Hey guys,
I'm working in a JS environment trying to find a reliable way of monitoring / controlling the print job progress on a GX420d (V56.17.17Z). So no, unfortunately no sparkly LINK-OS magic here. The printer is tucked in to our network and i'm communicating with it via PHP socket sending raw ZPL/SDG commands. Each interaction opens a socket and closes it afterwards.
The logic in the frontend is as follows:
get the printer identification (~HI), make adjustments
prepare a list of print jobs (1-n formats in ZPL)
loop through all the formats to print and:
on every iteration first get the printer status (~HS) → if problems like "paper out" notify user in frontend (dialog) and wait for confirmation, to restart the loop
if no problems → send format
wait 1 second (currently just pretending it's been printed)
if more formats in list → restart loop
The problems i'm listening on are: "head open", "ribbon out", "paper out", "buffer full" and "paused"
It's obvious now that waiting 1 second (3.3) before checking the printer status again for the next format is not reliable, because there's many different reasons why the actual physical print can be delayed and I would be reading the printer's status "too early". This means that if the printer runs out of paper, i wouldn't be able to tell before sending the next format.
The ultimate goal here is to be able to tell when the previous format has finished printing and only then restarting the loop.
I could be periodically checking for the "formats in receive buffer" and only restart the loop if it reaches 0, but what if (and that's a realistic use-case) another client is sending formats to the printer as well. The counter might never reach 0 then. On top of that I observed that sometimes '"formats in receive buffer" shows 1 even though there's nothing left to print nor any internal problem keeping the printer from printing that last format.
I'd very much appreciate if you guys could share some wisdom and help me find the last piece of the puzzle.
Cheers.
1 Replies
There's no built-in way to know when a specific print job has completed (with or without an error), that would be the job of a print spooler service. In a way, that looks similar (to some extent) to what you're building, so here are some suggestions:
Have you validated that ~HS will give you a response in all the scenarios you're listening on? The documentation ( https://www.zebra.com/content/dam/zebra/manuals/printers/common/program… ) indicates that ~HS will not send back a response if the printer is in one of a number of error states (MEDIA OUT, RIBBON OUT, HEAD OPEN, REWINDER FULL, HEAD OVER-TEMPERATURE). ~HQES is an alternative command you may want to look into.
If you want to coordinate across multiple clients sending to the same server, you may want to implement spooling on your server. You can receive print jobs from the clients in a central service and add them all to a queue, so there's really only one client talking to the printer (your central service). That central service can then process print jobs from all clients in order so none of the clients can be starved.
If you don't want to have a single central service do the printing but still want to coordinate among clients, if you're already using a SQL database in your project, you can use the DB as a distributed lock. Clients would attempt to acquire a lock before printing and release it afterwards. If a client cannot acquire the lock because some other client has it, it has to wait until the lock is free, so there's again only one client talking to the printer at any given time.
Another alternative could be to, instead of sending multiple print jobs, build a single print job that consists of multiple pages and doing everything in one go.
Will any of those help with your use case?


▸ ABOUT THIS EXERCISE:
All of the data below should be printed again word for word, pictures excluded.

▸ RECORDS SUPPLIED:
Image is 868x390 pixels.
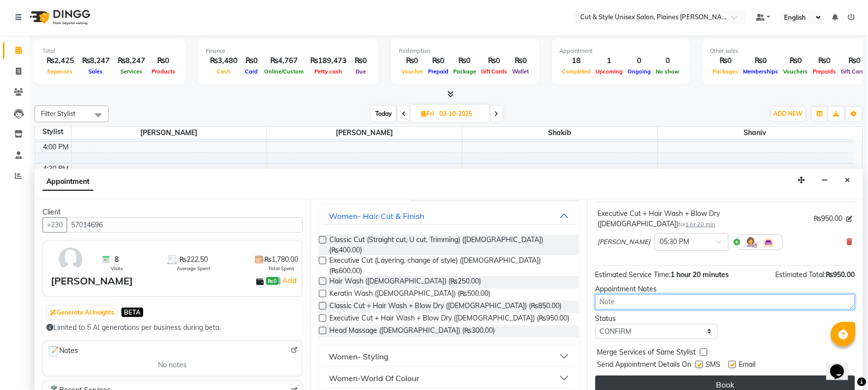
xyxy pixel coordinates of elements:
[478,68,510,75] span: Gift Cards
[42,143,71,152] div: 4:00 PM
[462,127,657,140] span: Shakib
[43,218,67,233] button: +230
[268,265,294,272] span: Total Spent
[149,55,177,66] div: ₨0
[43,47,177,55] div: Total
[46,68,75,75] span: Expenses
[330,255,570,276] span: Executive Cut (Layering, change of style) ([DEMOGRAPHIC_DATA]) (₨600.00)
[43,55,78,66] div: ₨2,425
[653,55,682,66] div: 0
[158,360,187,370] span: No notes
[626,55,653,66] div: 0
[86,68,106,75] span: Sales
[597,359,692,372] span: Send Appointment Details On
[775,270,825,279] span: Estimated Total:
[350,55,370,66] div: ₨0
[266,277,279,285] span: ₨0
[353,68,368,75] span: Due
[281,275,298,287] a: Add
[329,210,424,222] div: Women- Hair Cut & Finish
[47,345,78,358] span: Notes
[762,237,774,248] img: Interior.png
[25,3,93,31] img: logo
[177,265,210,272] span: Average Spent
[559,55,593,66] div: 18
[41,110,75,118] span: Filter Stylist
[593,55,626,66] div: 1
[811,55,838,66] div: ₨0
[43,173,93,191] span: Appointment
[744,237,756,248] img: Hairdresser.png
[329,351,388,362] div: Women- Styling
[323,207,574,225] button: Women- Hair Cut & Finish
[653,68,682,75] span: No show
[50,274,133,289] div: [PERSON_NAME]
[206,55,241,66] div: ₨3,480
[710,68,740,75] span: Packages
[122,308,144,318] span: BETA
[598,209,810,230] div: Executive Cut + Hair Wash + Blow Dry ([DEMOGRAPHIC_DATA])
[478,55,510,66] div: ₨0
[56,245,85,274] img: avatar
[706,359,721,372] span: SMS
[773,110,803,118] span: ADD NEW
[771,107,805,121] button: ADD NEW
[47,323,299,334] div: Limited to 5 AI generations per business during beta.
[740,68,781,75] span: Memberships
[330,276,481,289] span: Hair Wash ([DEMOGRAPHIC_DATA]) (₨250.00)
[399,47,531,55] div: Redemption
[626,68,653,75] span: Ongoing
[450,68,478,75] span: Package
[781,55,811,66] div: ₨0
[118,68,145,75] span: Services
[671,270,728,279] span: 1 hour 20 minutes
[78,55,114,66] div: ₨8,247
[595,314,718,325] div: Status
[781,68,811,75] span: Vouchers
[740,55,781,66] div: ₨0
[371,106,396,122] span: Today
[35,127,71,138] div: Stylist
[42,164,71,174] div: 4:30 PM
[329,372,419,384] div: Women-World Of Colour
[261,55,306,66] div: ₨4,767
[312,68,344,75] span: Petty cash
[598,238,650,247] span: [PERSON_NAME]
[658,127,853,140] span: Shaniv
[510,55,531,66] div: ₨0
[71,127,266,140] span: [PERSON_NAME]
[559,47,682,55] div: Appointment
[241,55,261,66] div: ₨0
[436,107,486,122] input: 2025-10-03
[43,207,303,218] div: Client
[814,214,842,224] span: ₨950.00
[426,68,450,75] span: Prepaid
[214,68,233,75] span: Cash
[330,235,570,255] span: Classic Cut (Straight cut, U cut, Trimming) ([DEMOGRAPHIC_DATA]) (₨400.00)
[149,68,177,75] span: Products
[593,68,626,75] span: Upcoming
[559,68,593,75] span: Completed
[242,68,260,75] span: Card
[679,221,716,228] small: for
[323,369,574,387] button: Women-World Of Colour
[419,110,436,118] span: Fri
[206,47,370,55] div: Finance
[840,173,855,188] button: Close
[686,221,716,228] span: 1 hr 20 min
[330,326,495,339] span: Head Massage ([DEMOGRAPHIC_DATA]) (₨300.00)
[399,68,426,75] span: Voucher
[846,216,852,222] i: Edit price
[264,254,298,265] span: ₨1,780.00
[510,68,531,75] span: Wallet
[399,55,426,66] div: ₨0
[825,270,855,279] span: ₨950.00
[306,55,350,66] div: ₨189,473
[597,347,696,359] span: Merge Services of Same Stylist
[111,265,123,272] span: Visits
[595,270,671,279] span: Estimated Service Time:
[826,351,858,380] iframe: chat widget
[323,348,574,365] button: Women- Styling
[267,127,462,140] span: [PERSON_NAME]
[330,289,490,301] span: Keratin Wash ([DEMOGRAPHIC_DATA]) (₨500.00)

▸ EXERCISE SOLUTION:
Image is 868x390 pixels.
xyxy pixel coordinates of elements:
[478,68,510,75] span: Gift Cards
[42,143,71,152] div: 4:00 PM
[462,127,657,140] span: Shakib
[43,218,67,233] button: +230
[268,265,294,272] span: Total Spent
[149,55,177,66] div: ₨0
[43,47,177,55] div: Total
[46,68,75,75] span: Expenses
[330,255,570,276] span: Executive Cut (Layering, change of style) ([DEMOGRAPHIC_DATA]) (₨600.00)
[43,55,78,66] div: ₨2,425
[653,55,682,66] div: 0
[158,360,187,370] span: No notes
[626,55,653,66] div: 0
[86,68,106,75] span: Sales
[597,359,692,372] span: Send Appointment Details On
[775,270,825,279] span: Estimated Total:
[350,55,370,66] div: ₨0
[266,277,279,285] span: ₨0
[353,68,368,75] span: Due
[281,275,298,287] a: Add
[329,210,424,222] div: Women- Hair Cut & Finish
[47,345,78,358] span: Notes
[762,237,774,248] img: Interior.png
[25,3,93,31] img: logo
[177,265,210,272] span: Average Spent
[559,55,593,66] div: 18
[41,110,75,118] span: Filter Stylist
[593,55,626,66] div: 1
[811,55,838,66] div: ₨0
[43,173,93,191] span: Appointment
[744,237,756,248] img: Hairdresser.png
[329,351,388,362] div: Women- Styling
[323,207,574,225] button: Women- Hair Cut & Finish
[653,68,682,75] span: No show
[50,274,133,289] div: [PERSON_NAME]
[206,55,241,66] div: ₨3,480
[710,68,740,75] span: Packages
[122,308,144,318] span: BETA
[598,209,810,230] div: Executive Cut + Hair Wash + Blow Dry ([DEMOGRAPHIC_DATA])
[478,55,510,66] div: ₨0
[56,245,85,274] img: avatar
[706,359,721,372] span: SMS
[773,110,803,118] span: ADD NEW
[771,107,805,121] button: ADD NEW
[47,323,299,334] div: Limited to 5 AI generations per business during beta.
[740,68,781,75] span: Memberships
[330,276,481,289] span: Hair Wash ([DEMOGRAPHIC_DATA]) (₨250.00)
[399,47,531,55] div: Redemption
[626,68,653,75] span: Ongoing
[450,68,478,75] span: Package
[781,55,811,66] div: ₨0
[118,68,145,75] span: Services
[671,270,728,279] span: 1 hour 20 minutes
[78,55,114,66] div: ₨8,247
[595,314,718,325] div: Status
[781,68,811,75] span: Vouchers
[740,55,781,66] div: ₨0
[371,106,396,122] span: Today
[35,127,71,138] div: Stylist
[42,164,71,174] div: 4:30 PM
[329,372,419,384] div: Women-World Of Colour
[261,55,306,66] div: ₨4,767
[312,68,344,75] span: Petty cash
[598,238,650,247] span: [PERSON_NAME]
[658,127,853,140] span: Shaniv
[510,55,531,66] div: ₨0
[71,127,266,140] span: [PERSON_NAME]
[559,47,682,55] div: Appointment
[241,55,261,66] div: ₨0
[436,107,486,122] input: 2025-10-03
[43,207,303,218] div: Client
[814,214,842,224] span: ₨950.00
[426,68,450,75] span: Prepaid
[214,68,233,75] span: Cash
[330,235,570,255] span: Classic Cut (Straight cut, U cut, Trimming) ([DEMOGRAPHIC_DATA]) (₨400.00)
[149,68,177,75] span: Products
[593,68,626,75] span: Upcoming
[559,68,593,75] span: Completed
[242,68,260,75] span: Card
[679,221,716,228] small: for
[323,369,574,387] button: Women-World Of Colour
[419,110,436,118] span: Fri
[206,47,370,55] div: Finance
[840,173,855,188] button: Close
[686,221,716,228] span: 1 hr 20 min
[330,326,495,339] span: Head Massage ([DEMOGRAPHIC_DATA]) (₨300.00)
[399,68,426,75] span: Voucher
[846,216,852,222] i: Edit price
[264,254,298,265] span: ₨1,780.00
[510,68,531,75] span: Wallet
[399,55,426,66] div: ₨0
[825,270,855,279] span: ₨950.00
[306,55,350,66] div: ₨189,473
[597,347,696,359] span: Merge Services of Same Stylist
[111,265,123,272] span: Visits
[595,270,671,279] span: Estimated Service Time:
[826,351,858,380] iframe: chat widget
[323,348,574,365] button: Women- Styling
[267,127,462,140] span: [PERSON_NAME]
[330,289,490,301] span: Keratin Wash ([DEMOGRAPHIC_DATA]) (₨500.00)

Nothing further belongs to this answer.